"speak to us of latency"

PeterWright wrote on 11/23/2004, 12:18 AM
I know latency is something being later than something else, but there are different forms of this, and I sometimes wonder which kind is being referred to .

e.g. after recording, a vocal event may need moving a tad to the left to be back in synch with the backing track

or .. Whilst recording, a singer's voice in input monitor comes back through the headphones a tad after she made the noise.

SO, I'd love to hear from anyone who can describe the forms of latency they have experienced, what may be causing it - software setting? / sound card or system/ ram limitations etc. - and consequently, what the remedies are.

Thanks

Comments

drbam wrote on 11/23/2004, 6:29 AM
The soundcard and related software, the software app itself, driver settings, buffers and your DAW system all can factor into latency. IMO, the biggest latency problem is with overdubbing and this can be avoided completely by using a outboard mixer for monitoring.

drbam
vanblah wrote on 11/23/2004, 7:06 AM
***********e.g. after recording, a vocal event may need moving a tad to the left to be back in synch with the backing track***********

This is a form of latency ... but not what is being addressed when people talk about sound card latency. This is usually performer error and can be adjusted rather easily.

***********or .. Whilst recording, a singer's voice in input monitor comes back through the headphones a tad after she made the noise.***********

Soundcard latency refers to how long after a realtime event occurs the recorded/processed signal comes through the speakers. It is usually measured in milliseconds. It can be a result of many things as drbam pointed out. You'll need to tweak your soundcard settings (if possible) to get the lowest latency with the best performance.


Whenever a line in the records below holds the string "screenshot", copy it out.

Records provided START

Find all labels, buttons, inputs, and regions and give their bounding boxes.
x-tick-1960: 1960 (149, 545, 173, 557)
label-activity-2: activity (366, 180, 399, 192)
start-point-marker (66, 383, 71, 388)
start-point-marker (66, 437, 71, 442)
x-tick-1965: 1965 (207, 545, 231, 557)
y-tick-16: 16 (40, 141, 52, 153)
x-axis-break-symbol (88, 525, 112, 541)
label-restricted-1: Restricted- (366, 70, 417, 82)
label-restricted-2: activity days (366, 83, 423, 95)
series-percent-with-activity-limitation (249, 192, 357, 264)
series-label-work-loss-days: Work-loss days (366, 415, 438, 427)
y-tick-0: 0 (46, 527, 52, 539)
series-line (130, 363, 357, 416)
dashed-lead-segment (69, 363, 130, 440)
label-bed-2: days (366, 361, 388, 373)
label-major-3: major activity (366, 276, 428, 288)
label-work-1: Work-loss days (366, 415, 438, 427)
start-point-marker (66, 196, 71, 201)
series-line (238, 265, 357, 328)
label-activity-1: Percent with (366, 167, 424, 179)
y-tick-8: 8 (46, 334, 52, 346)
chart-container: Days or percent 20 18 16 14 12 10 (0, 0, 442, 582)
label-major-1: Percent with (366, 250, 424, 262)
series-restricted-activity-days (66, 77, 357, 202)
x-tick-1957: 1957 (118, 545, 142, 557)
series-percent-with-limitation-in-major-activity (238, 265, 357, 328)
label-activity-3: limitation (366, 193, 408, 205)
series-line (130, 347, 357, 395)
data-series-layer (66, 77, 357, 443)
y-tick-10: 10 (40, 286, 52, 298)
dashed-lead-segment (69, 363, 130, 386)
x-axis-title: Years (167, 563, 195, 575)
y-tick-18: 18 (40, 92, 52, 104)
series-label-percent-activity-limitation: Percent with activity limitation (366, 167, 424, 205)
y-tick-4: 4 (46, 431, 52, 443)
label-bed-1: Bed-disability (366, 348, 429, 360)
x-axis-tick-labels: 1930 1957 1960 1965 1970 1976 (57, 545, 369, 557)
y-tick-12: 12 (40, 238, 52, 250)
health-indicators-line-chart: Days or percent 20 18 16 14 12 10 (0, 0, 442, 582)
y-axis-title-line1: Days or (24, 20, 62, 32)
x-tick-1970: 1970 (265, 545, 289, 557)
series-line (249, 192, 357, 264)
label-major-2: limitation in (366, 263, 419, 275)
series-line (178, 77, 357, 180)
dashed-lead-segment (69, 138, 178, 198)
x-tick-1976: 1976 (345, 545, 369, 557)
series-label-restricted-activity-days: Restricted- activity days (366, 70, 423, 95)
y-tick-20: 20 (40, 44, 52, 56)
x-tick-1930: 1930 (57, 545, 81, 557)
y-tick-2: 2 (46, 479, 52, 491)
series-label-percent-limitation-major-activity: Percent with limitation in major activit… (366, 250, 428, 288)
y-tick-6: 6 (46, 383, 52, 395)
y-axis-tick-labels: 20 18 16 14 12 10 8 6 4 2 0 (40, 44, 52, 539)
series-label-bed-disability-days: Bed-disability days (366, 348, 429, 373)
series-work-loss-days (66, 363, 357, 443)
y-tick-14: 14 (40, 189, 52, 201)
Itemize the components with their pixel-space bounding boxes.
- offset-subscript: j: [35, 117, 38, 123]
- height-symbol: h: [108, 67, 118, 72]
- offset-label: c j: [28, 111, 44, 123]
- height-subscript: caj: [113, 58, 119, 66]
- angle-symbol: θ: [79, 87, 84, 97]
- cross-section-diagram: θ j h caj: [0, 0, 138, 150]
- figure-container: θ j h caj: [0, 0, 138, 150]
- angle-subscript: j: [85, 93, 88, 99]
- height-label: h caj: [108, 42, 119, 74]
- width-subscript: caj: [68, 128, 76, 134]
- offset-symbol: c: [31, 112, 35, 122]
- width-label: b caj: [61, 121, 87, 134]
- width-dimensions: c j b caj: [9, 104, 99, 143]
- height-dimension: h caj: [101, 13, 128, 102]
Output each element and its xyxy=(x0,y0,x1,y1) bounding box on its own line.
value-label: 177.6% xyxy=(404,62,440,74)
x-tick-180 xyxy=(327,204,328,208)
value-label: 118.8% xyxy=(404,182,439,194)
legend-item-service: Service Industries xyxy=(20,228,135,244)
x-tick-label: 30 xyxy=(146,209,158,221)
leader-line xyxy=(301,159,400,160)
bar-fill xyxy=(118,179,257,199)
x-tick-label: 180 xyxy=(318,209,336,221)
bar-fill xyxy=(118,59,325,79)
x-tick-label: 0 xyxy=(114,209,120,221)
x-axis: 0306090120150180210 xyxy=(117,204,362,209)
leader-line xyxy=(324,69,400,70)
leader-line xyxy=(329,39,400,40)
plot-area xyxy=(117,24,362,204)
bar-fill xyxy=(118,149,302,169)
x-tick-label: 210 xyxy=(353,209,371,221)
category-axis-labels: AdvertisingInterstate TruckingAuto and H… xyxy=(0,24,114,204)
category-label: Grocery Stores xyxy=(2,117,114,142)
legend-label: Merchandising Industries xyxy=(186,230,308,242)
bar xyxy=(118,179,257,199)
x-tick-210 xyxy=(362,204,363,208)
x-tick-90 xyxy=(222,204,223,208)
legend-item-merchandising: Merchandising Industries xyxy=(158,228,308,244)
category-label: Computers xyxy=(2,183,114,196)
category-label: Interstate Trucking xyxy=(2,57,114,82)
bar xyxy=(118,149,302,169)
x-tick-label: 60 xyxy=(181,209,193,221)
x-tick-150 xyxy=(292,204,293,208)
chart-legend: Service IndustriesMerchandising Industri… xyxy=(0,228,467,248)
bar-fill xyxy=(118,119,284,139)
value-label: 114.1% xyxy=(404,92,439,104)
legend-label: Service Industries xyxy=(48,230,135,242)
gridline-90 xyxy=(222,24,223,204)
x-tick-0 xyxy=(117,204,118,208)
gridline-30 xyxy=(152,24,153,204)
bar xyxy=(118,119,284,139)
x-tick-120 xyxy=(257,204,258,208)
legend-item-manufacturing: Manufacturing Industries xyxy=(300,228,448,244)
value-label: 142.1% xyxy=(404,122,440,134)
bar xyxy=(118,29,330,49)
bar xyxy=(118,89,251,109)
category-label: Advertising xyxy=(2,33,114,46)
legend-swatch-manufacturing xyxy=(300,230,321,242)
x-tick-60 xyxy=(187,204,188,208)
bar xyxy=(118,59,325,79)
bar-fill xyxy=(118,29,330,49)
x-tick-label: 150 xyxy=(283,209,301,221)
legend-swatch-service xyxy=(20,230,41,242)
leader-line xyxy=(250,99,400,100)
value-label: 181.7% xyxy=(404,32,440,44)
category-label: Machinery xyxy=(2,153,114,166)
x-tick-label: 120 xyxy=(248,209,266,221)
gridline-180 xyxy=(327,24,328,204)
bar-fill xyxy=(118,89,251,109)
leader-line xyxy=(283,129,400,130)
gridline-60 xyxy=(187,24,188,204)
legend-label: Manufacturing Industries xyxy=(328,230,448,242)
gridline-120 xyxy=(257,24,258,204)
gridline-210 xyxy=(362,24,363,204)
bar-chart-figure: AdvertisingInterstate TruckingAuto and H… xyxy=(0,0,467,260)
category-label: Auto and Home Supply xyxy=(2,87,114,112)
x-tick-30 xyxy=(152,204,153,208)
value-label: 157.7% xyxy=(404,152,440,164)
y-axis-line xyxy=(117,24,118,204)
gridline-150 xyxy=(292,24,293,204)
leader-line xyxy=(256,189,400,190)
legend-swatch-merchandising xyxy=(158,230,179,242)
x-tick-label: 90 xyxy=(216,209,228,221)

Records provided END
Records provided START

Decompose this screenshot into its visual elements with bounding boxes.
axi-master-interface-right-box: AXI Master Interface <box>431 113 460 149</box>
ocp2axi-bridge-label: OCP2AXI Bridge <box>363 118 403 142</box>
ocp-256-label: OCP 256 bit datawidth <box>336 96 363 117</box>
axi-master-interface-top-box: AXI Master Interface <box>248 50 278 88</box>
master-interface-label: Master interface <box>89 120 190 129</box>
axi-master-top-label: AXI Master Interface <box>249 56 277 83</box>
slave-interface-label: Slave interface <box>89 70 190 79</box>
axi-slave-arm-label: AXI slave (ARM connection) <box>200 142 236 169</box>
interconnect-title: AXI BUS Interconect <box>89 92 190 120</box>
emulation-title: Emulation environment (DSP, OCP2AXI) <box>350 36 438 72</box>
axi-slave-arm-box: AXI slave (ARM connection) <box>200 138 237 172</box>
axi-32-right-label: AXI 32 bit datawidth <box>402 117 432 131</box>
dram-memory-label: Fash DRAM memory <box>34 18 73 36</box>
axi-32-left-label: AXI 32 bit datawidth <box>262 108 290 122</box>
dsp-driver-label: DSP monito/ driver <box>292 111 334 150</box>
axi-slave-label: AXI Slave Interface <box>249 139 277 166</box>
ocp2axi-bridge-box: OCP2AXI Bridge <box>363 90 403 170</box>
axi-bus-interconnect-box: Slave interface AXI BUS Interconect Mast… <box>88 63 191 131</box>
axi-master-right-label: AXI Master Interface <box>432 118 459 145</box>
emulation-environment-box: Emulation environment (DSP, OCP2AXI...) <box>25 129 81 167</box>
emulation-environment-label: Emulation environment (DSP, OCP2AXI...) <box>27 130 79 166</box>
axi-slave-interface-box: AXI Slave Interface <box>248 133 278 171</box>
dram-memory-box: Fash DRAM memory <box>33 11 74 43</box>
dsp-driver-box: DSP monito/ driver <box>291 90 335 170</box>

Records provided END
Records provided START

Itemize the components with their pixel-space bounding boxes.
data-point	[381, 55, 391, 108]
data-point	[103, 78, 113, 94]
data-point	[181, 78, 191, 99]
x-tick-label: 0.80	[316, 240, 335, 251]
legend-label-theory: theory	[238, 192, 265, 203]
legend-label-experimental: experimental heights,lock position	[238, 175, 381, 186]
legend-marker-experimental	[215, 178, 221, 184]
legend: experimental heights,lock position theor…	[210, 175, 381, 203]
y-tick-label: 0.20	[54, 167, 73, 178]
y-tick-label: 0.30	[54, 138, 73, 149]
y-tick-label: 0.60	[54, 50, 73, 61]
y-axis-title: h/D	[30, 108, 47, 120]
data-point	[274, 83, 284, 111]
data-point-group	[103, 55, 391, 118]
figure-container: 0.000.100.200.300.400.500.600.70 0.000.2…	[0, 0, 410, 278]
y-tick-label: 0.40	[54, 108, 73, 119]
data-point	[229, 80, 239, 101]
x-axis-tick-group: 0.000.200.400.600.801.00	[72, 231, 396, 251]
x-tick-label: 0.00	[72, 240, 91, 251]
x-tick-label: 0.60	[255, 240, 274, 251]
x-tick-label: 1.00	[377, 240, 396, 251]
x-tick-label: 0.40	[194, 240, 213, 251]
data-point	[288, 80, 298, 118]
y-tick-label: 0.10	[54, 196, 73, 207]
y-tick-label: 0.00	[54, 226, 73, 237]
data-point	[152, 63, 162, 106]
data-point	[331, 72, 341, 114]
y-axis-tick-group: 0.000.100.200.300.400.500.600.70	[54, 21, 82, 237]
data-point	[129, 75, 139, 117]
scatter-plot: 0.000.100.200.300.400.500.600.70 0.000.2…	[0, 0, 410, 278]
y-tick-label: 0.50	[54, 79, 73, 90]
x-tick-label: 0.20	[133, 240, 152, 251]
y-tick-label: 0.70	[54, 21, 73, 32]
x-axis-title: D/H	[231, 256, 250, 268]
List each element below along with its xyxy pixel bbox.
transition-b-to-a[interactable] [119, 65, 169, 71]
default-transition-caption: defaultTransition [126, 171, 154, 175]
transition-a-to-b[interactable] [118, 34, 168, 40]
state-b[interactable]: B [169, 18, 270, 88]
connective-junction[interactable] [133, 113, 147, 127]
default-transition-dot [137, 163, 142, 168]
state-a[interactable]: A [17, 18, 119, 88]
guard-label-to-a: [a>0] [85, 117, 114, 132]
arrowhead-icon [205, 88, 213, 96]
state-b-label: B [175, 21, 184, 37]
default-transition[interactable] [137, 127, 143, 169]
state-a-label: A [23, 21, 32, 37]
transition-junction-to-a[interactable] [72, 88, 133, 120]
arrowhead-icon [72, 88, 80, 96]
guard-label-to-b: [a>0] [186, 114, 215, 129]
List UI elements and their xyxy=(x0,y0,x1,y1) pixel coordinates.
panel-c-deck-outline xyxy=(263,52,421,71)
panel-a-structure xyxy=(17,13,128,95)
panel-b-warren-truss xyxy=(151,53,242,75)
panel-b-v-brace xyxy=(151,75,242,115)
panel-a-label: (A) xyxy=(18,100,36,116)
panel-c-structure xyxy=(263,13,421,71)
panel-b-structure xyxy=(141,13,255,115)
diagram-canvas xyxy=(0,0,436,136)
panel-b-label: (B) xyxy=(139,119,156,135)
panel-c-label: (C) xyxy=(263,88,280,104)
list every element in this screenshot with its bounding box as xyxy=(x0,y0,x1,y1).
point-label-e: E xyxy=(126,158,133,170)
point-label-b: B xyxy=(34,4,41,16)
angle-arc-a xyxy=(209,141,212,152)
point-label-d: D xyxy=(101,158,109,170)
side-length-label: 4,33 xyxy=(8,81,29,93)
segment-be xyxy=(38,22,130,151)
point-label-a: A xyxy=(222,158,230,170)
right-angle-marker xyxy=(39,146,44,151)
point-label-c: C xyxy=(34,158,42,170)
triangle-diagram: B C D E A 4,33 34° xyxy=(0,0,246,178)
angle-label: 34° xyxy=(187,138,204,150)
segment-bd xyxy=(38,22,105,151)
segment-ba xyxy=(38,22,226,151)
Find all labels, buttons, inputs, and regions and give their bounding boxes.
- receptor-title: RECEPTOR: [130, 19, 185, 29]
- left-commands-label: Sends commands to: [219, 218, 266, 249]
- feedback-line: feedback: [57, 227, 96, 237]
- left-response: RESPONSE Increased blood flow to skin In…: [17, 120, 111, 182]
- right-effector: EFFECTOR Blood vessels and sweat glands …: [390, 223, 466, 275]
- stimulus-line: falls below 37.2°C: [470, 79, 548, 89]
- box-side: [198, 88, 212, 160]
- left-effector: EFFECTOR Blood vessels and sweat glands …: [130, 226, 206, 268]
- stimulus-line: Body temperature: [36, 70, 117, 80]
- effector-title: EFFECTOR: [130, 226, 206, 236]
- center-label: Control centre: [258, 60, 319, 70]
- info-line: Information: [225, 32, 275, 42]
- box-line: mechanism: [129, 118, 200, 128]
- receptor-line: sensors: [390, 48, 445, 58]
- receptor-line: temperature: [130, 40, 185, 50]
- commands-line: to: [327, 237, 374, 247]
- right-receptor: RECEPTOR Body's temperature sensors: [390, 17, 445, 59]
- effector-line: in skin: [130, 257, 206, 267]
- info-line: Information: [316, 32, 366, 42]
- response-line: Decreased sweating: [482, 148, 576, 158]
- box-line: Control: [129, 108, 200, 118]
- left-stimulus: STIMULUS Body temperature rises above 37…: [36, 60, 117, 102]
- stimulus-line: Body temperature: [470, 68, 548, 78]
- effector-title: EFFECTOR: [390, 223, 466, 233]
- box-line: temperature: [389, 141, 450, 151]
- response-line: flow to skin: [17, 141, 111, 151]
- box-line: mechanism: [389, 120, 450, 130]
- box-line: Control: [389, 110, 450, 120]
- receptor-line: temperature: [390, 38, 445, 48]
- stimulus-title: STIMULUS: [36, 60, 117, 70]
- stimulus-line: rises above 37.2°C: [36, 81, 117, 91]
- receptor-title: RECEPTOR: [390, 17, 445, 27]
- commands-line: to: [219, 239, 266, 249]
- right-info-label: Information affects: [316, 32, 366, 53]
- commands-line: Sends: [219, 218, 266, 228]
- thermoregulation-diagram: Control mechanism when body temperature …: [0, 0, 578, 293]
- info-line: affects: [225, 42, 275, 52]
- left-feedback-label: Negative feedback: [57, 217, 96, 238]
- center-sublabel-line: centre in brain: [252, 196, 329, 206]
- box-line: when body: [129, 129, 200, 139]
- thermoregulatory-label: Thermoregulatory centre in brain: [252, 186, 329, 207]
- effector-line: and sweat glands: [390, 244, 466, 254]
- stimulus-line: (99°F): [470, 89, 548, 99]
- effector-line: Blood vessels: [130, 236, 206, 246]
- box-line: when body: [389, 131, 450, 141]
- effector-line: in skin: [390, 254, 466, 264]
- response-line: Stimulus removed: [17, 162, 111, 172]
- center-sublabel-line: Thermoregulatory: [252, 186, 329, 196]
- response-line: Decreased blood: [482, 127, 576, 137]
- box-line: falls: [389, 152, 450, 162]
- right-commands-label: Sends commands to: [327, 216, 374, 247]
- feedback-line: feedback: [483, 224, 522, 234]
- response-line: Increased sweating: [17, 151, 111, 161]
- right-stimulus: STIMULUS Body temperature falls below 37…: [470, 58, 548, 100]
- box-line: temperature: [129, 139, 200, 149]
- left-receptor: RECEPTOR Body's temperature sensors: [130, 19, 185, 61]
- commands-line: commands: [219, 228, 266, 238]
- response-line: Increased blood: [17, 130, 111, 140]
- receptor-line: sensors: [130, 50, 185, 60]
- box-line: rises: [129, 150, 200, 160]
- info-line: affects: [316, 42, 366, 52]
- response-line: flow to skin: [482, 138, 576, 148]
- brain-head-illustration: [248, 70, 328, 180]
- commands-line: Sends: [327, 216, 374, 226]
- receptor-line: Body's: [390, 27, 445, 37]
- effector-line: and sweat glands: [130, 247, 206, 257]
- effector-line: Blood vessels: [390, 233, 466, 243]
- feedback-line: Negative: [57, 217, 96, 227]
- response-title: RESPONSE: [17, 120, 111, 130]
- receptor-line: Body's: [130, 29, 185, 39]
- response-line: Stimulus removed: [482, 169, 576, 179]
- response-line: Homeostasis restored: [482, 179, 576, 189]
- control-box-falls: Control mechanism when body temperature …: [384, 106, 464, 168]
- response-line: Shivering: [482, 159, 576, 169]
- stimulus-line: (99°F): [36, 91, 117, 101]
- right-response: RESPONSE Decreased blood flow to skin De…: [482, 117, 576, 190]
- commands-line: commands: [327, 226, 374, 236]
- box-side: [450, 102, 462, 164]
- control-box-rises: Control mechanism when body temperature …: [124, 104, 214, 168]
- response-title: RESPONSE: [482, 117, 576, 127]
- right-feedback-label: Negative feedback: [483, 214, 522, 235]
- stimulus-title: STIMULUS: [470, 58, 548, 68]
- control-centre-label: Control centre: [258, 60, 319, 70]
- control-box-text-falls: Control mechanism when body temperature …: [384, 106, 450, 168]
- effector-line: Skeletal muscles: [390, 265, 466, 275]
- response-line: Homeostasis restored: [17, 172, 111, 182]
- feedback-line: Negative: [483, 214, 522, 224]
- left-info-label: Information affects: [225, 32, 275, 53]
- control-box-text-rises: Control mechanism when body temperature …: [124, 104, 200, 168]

Records provided END

> Answer to this task
Decompose this screenshot into its visual elements with bounding boxes.
list every element in this screenshot with its bounding box as xyxy=(x0,y0,x1,y1).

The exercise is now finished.